Tuesday, June 12, 2007

Contingency, Irony, and Solidarity.

I have few idols.

I am a historian; we are trained to be scholastically prudent.

Yet I was enraptured with Richard Rorty from the very first text I read of his, Philosophy as a Kind of Writing: An Essay on Derrida. We shared the same passion for post-Nietzschean continental philosophy: we loved Hegel's historicism but hated his philosophical idealism; we admired Derrida's playfulness but were weary of his search for the ineffable. Above all, we shared a mistrust of Kantians and their notion of (scientific) truth as a locatable and eternal object. Instead, we countered that all values are historically contigent, and no manner of evidence will ever be able to satisfy all audiences. That there is not a set of beliefs that all will find intuitively plausible.

In short, he introduced me to an entire school of thought I had initially discounted: pragmatism.

Rorty defined pragmatists as those who "do not believe that there is a way things really are... [and who] want to replace the appearance-reality distinction by that between descriptions of the world and of ourselves which are less useful and those that are more useful." This notion of utility is the operative word in pragmatic philosophy. It is a post-Darwinian concept; an aimless term void of any progressive or teleological direction. Of growth for its own moral end. For pragmatists, the conceptual metaphors are of width rather than depth, of increasing complexity rather than proximity.

As such, pragmatists believe "there is a potential infinity of equally valuable ways to lead a human life, and that these ways cannot be ranked in terms of excellence, but only in terms of their contribution to the happiness of the persons who lead them and of the communities to which these persons belong."

Rorty helped me see the connection between phenomenological Hegelianism and our own American post-modern bourgeois liberalism -- a personally profound and inspiring juxtaposition that wedded my Nietzschean abhorrence for all things Kantian with the very un-Nietzschean values of a philosophical pluralistic and secular society.

And so it was with a heavy heart that I found out that Richard Rorty had passed away over the weekend.

One could argue that his career was a process of sweeping away what Dewey called "the whole brood and nest of dualism" we inherited from the Greeks -- between essence and accident, substance and property, and appearance and reality.

Rorty's principle virtue as a philosopher was his accessibility. Even while discussing the densest of topics (ie. the Heideggerian notion of "getting beyond metaphysics"), he always managed to distill the material into simple and comprehensible language without sacrificing its original complexity.

Even in his arguments with critics, Rorty was never condescending and his writing was always polite -- and dare I say it, democratic: a sort of stylistic manifestation of his belief in philosophical pluralism and the need for inter-subjective agreement. There was never any hint of egoism with Rorty. Instead, he positioned himself behind his philosophical idol Dewey and draped his arguments in the disarming (and charming) first person plural [eg. "we pragmatists disagree" or "we coherentists are divided"].

Perhaps above all, Rorty should be remembered for his unflagging insistence on hope -- of his conviction in the openness and placicity of humanity and its ability for deliberate self-creation. And of his sheer exuberance for the potentials of a plural, secular democratic society.

To end this eulogy, here are the parting words from Rorty's auto-biographical essay Trotsky and the Wild Orchids:

"The democratic community of Dewey's dreams... is a community in which everybody thinks that it is human solidarity, rather than knowledge of something not merely human, that really matters. The actual existing approximations to such a fully democratic, fully secular community now seem to me the greatest achievement of our species."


**What to do:** The expected result is an exact restatement of the data, free of pictures.

**Provided material:**
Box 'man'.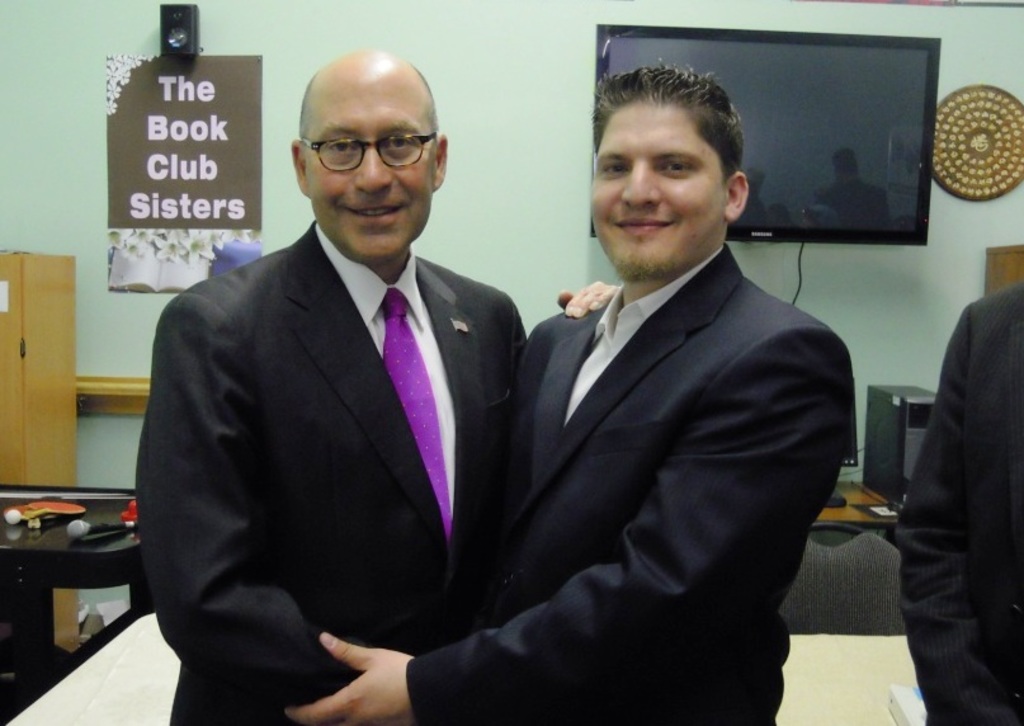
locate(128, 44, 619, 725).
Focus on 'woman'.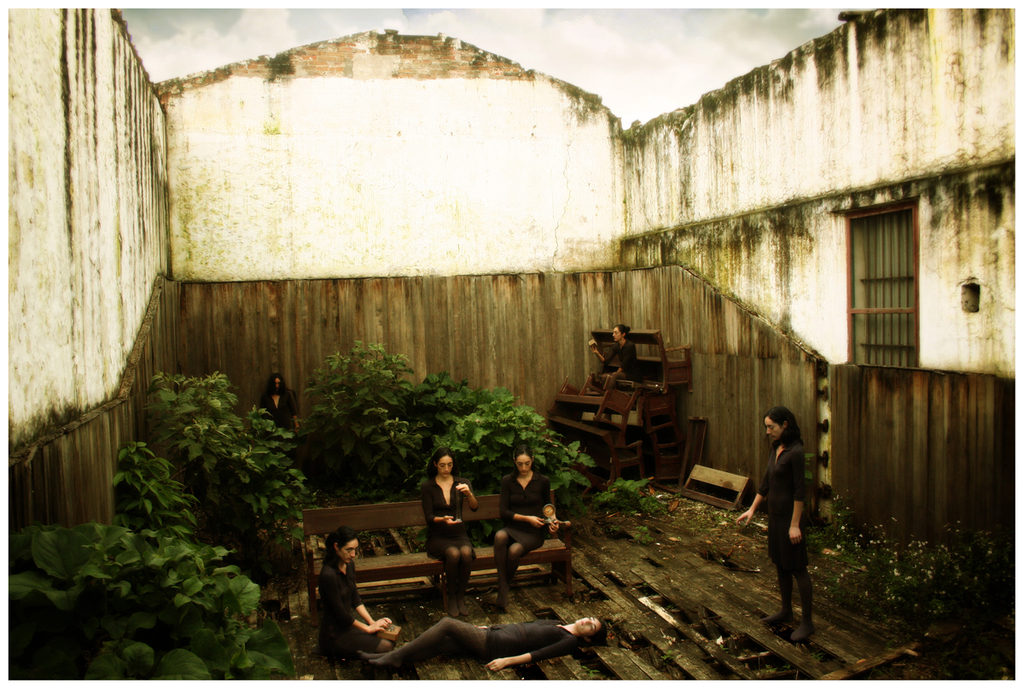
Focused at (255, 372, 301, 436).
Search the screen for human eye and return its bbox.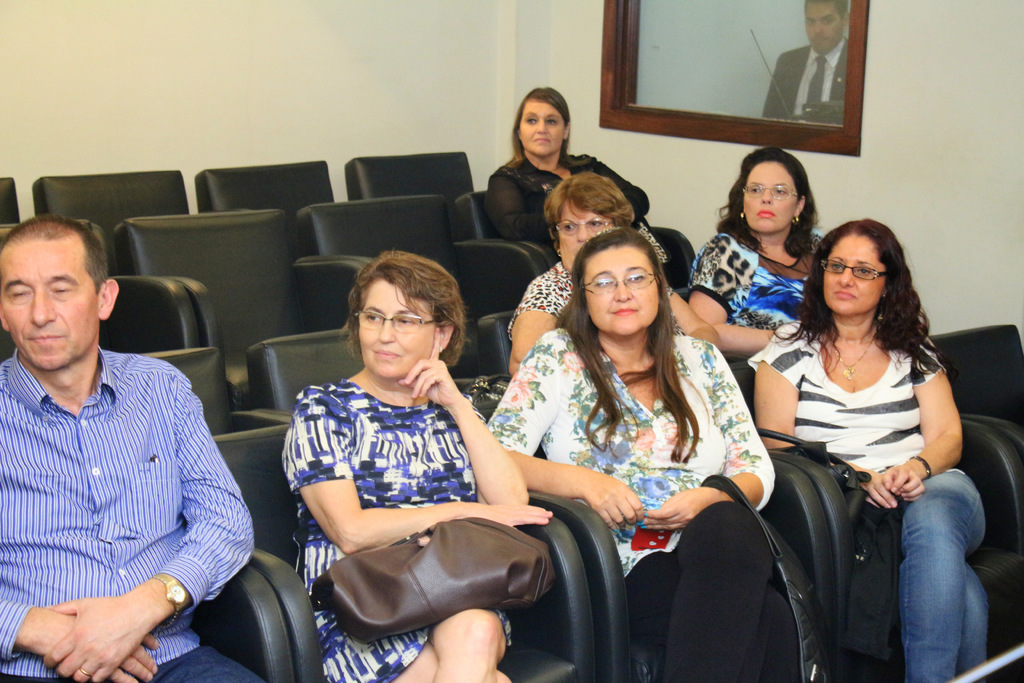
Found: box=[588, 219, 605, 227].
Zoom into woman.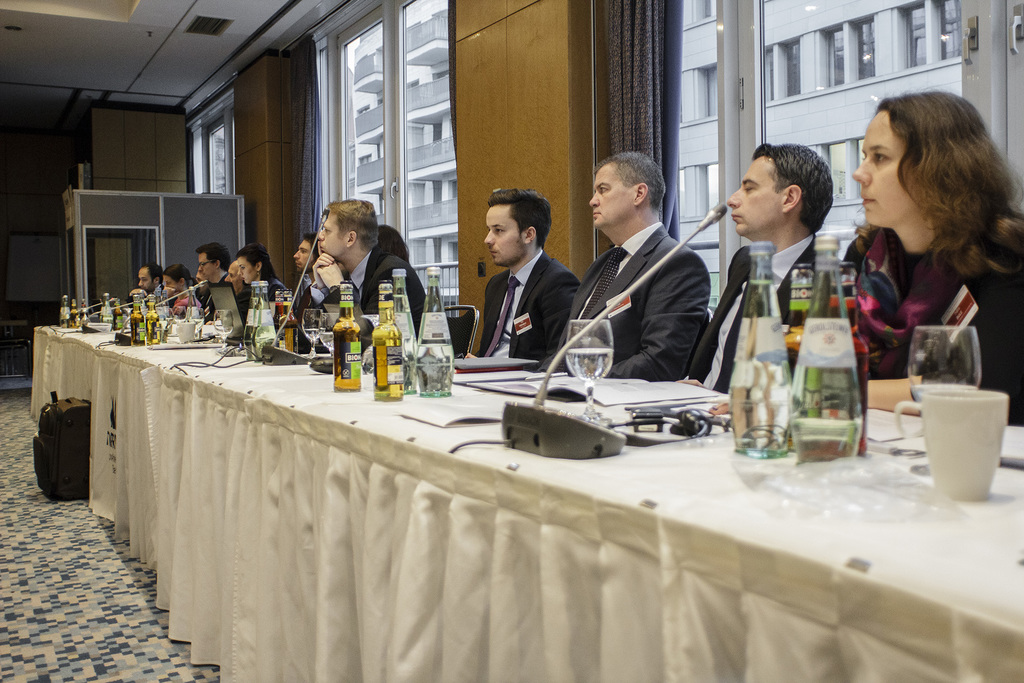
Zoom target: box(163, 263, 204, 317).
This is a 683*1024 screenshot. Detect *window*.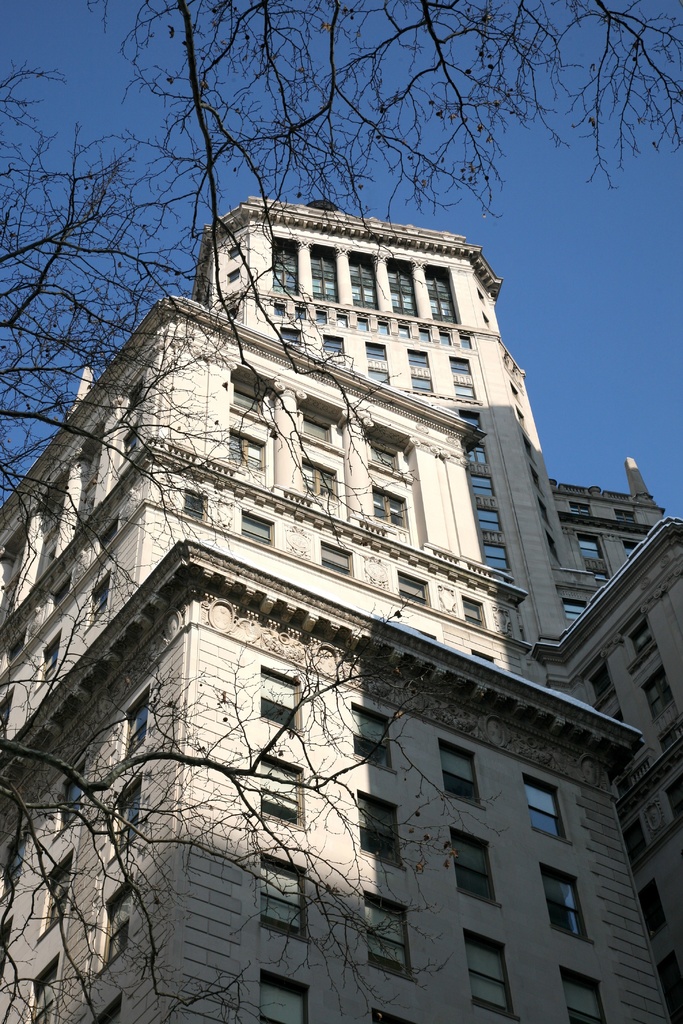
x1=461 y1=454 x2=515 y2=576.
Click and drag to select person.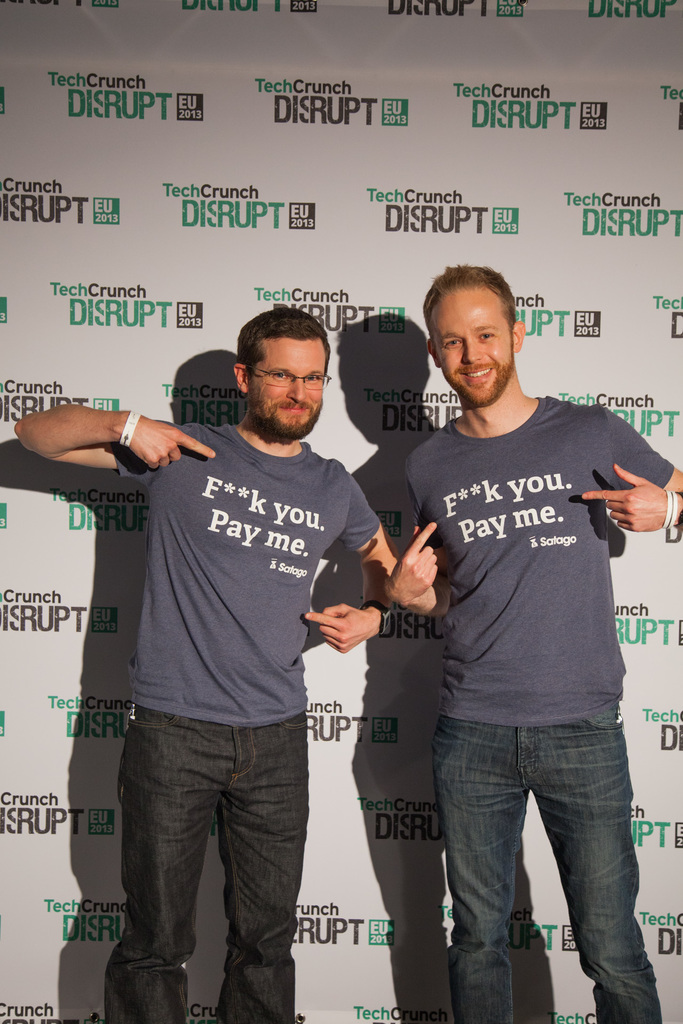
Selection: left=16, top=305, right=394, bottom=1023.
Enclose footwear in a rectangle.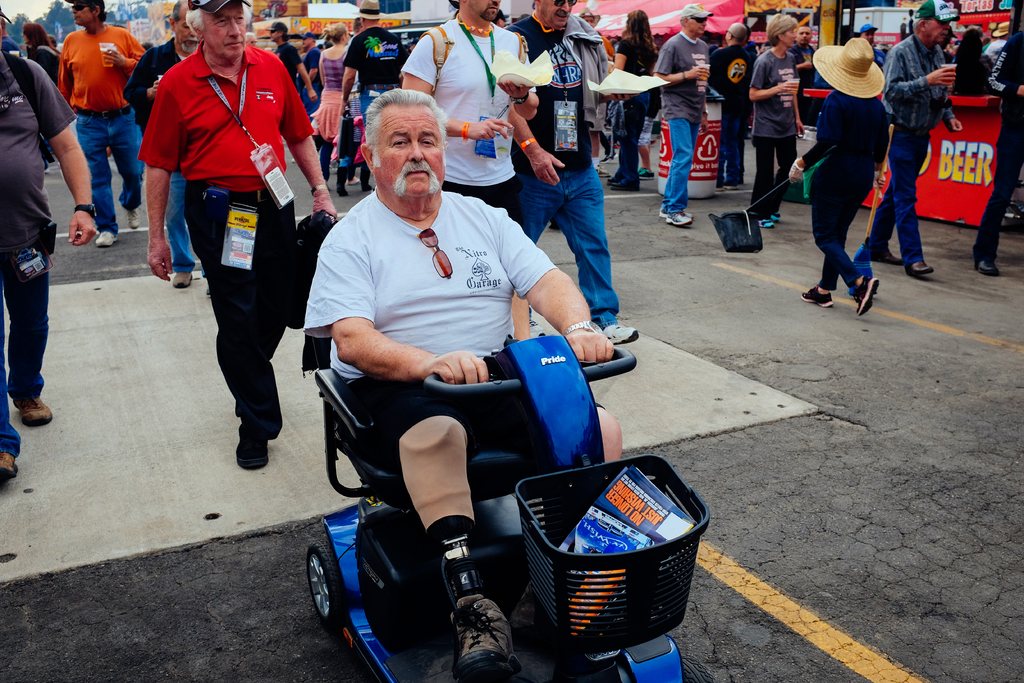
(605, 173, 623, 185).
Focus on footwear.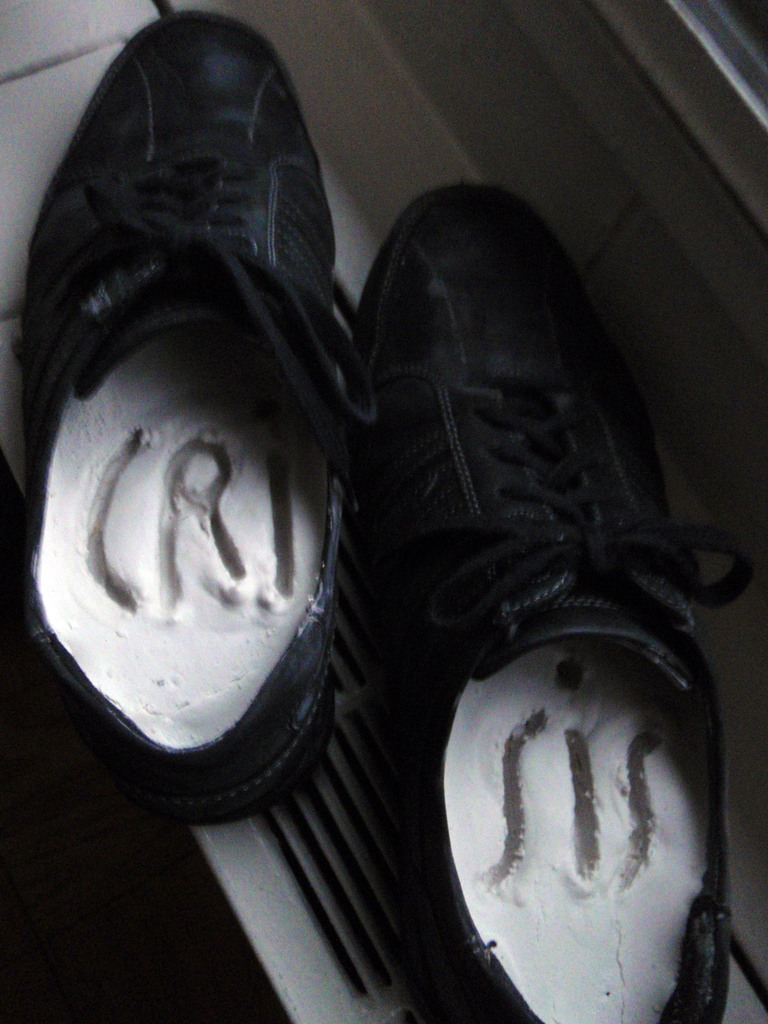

**Result of the exercise:**
Box 'man'.
locate(128, 44, 619, 725).
Focus on 'woman'.
Focused at (255, 372, 301, 436).
Search the screen for human eye and return its bbox.
Found: box=[588, 219, 605, 227].
Zoom into woman.
Zoom target: box(163, 263, 204, 317).
This is a 683*1024 screenshot. Detect *window*.
x1=461 y1=454 x2=515 y2=576.
Click and drag to select person.
Selection: left=16, top=305, right=394, bottom=1023.
Enclose footwear in a rectangle.
(605, 173, 623, 185).
Focus on footwear.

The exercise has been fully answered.